Microbiome Signatures identifies and validates condition-specific microbiome shifts and interventions to accelerate clinical translation. Our multidisciplinary team supports clinicians, researchers, and innovators in turning microbiome science into actionable medicine.
I am a biochemist with a deep curiosity for the human microbiome and how it shapes human health, and I enjoy making microbiome science more accessible through research and writing. With 2 years experience in microbiome research, I have curated microbiome studies, analyzed microbial signatures, and now focus on interventions as a Microbiome Signatures and Interventions Research Coordinator.
What was reviewed?
This review explored the concept of immune-stressing and its relationship with immunometabolism in pathogen defense. The paper discusses how the immune system exploits the vulnerabilities of proliferating pathogens by subjecting them to resource-limiting stress and damaging stress. The author expanded on the traditional concept of nutritional immunity, which restricts access to micronutrients, to include broader metabolic restrictions, specifically limiting glucose and oxygen while generating metabolic byproducts like reactive oxygen species (ROS), lactic acid, and heat. The review also emphasizes how these processes play a pivotal role in the host’s ability to fight infections, focusing on the role of immune cells in controlling pathogen proliferation, while immune cells themselves avoid these metabolic stresses.
Who was reviewed?
The review integrates findings from immunology, nutritional immunity, and immunometabolism across various pathogen-host interaction studies, including bacterial, viral, and parasitic infections. It does not focus on a specific patient cohort. Still, it provides insights from both clinical and experimental models, considering how immune cells respond to stress at the molecular level during infection. The author highlights how immune responses, especially from effector cells, can be modulated by metabolic and environmental stresses, impacting pathogen control and immune outcomes.
Most important findings
The central idea presented is that immune-stressing is an essential mechanism by which hosts restrict pathogens. The review identifies glucose deprivation, oxygen limitation, and the production of ROS as critical tools in this process.
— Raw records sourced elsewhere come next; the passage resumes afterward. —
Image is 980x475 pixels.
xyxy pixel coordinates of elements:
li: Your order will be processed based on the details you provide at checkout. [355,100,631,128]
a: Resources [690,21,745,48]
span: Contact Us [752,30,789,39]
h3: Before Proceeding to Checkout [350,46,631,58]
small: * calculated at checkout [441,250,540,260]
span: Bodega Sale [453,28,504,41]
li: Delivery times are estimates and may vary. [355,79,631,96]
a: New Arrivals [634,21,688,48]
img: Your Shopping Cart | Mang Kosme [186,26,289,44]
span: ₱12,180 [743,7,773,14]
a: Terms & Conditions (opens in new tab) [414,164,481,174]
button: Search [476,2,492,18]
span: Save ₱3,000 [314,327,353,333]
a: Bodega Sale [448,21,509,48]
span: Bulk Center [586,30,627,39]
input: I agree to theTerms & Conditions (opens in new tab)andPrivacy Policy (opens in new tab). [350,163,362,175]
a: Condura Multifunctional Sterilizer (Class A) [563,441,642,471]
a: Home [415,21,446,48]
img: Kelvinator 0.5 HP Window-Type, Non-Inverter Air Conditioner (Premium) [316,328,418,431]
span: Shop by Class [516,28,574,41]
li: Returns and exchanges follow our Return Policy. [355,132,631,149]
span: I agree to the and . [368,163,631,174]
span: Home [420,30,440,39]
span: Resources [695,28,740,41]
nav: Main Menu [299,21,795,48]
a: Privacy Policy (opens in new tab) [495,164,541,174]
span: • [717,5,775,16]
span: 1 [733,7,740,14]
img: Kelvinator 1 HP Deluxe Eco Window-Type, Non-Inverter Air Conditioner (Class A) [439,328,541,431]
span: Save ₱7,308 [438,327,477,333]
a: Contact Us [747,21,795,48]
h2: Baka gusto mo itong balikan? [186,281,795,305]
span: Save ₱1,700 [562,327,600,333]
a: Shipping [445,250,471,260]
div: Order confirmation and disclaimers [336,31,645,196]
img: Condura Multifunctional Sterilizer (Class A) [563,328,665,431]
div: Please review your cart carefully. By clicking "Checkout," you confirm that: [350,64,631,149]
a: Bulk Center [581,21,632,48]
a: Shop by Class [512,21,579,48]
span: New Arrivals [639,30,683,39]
These stressors specifically target proliferating pathogens, making them more susceptible while immune cells avoid these stresses by limiting their own proliferation at infected sites. The review connects these findings to immunometabolism, which explores the impact of metabolic pathways on immune cell function. Macrophages and T-cells, particularly, adapt their metabolism to avoid excessive stress while maintaining pathogen control. In contrast, pathogens with high proliferative rates are highly vulnerable to these immune-induced metabolic stresses. This process is particularly evident in bacterial infections like tuberculosis, where restricted access to essential nutrients and byproducts like ROS significantly impair pathogen growth and survival.
Key implications
The review offers important insights for clinicians working on immunotherapy or infections like tuberculosis. By targeting metabolic pathways that control immune-stressing, clinicians may develop novel therapies to boost immune responses and limit pathogen survival. Understanding how metabolic regulation influences immune cell function and pathogen growth opens avenues for treatment strategies that involve metabolic reprogramming or the manipulation of nutrient availability. This research may also inform antioxidant therapy in infection control, focusing on how ROS generation can be balanced to enhance pathogen defense without harming immune cells.
Nutritional immunity restricts metal access to pathogens, leveraging sequestration, transport, and toxicity to control infections and immunity.